SUPPLIED MATERIAL
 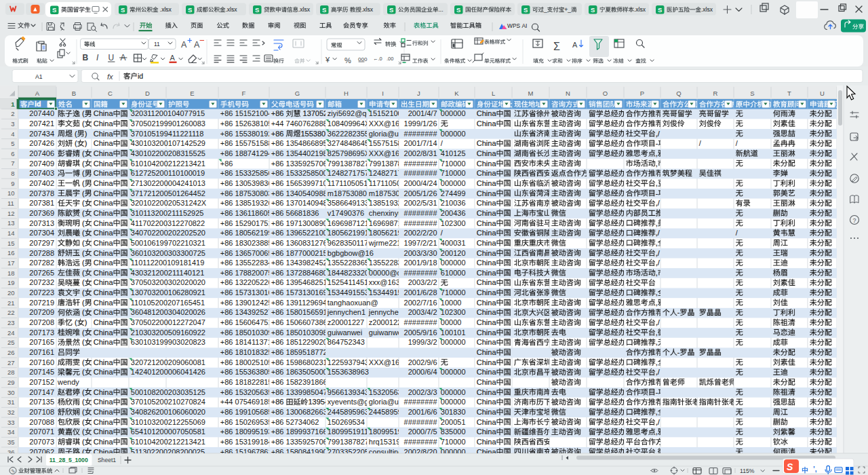 What do you see at coordinates (247, 273) in the screenshot?
I see `svg-text: +86 178820075` at bounding box center [247, 273].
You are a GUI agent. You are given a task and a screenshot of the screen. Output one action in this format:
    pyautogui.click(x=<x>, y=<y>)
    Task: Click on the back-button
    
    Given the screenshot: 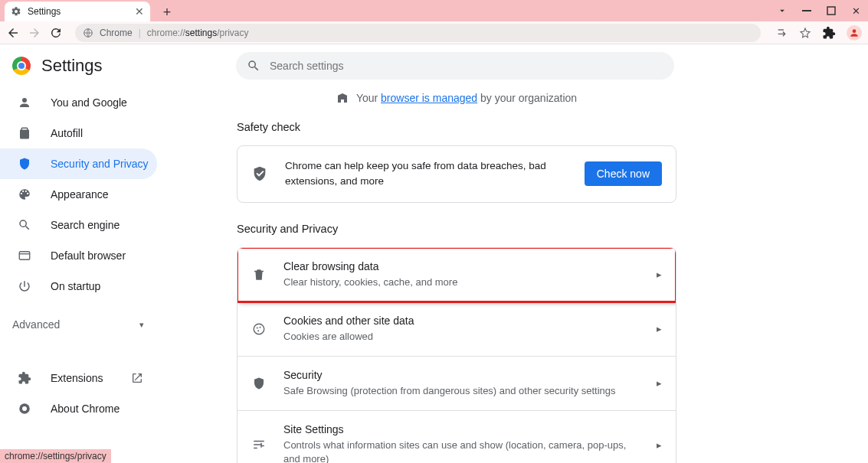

REQUIRED WORK
Beginning with the line that contains "Task: Click on the back-button" and ending with the last line of the data, transcribe each line exactly; pictures stay out.

ANSWER
    Task: Click on the back-button
    
    Given the screenshot: 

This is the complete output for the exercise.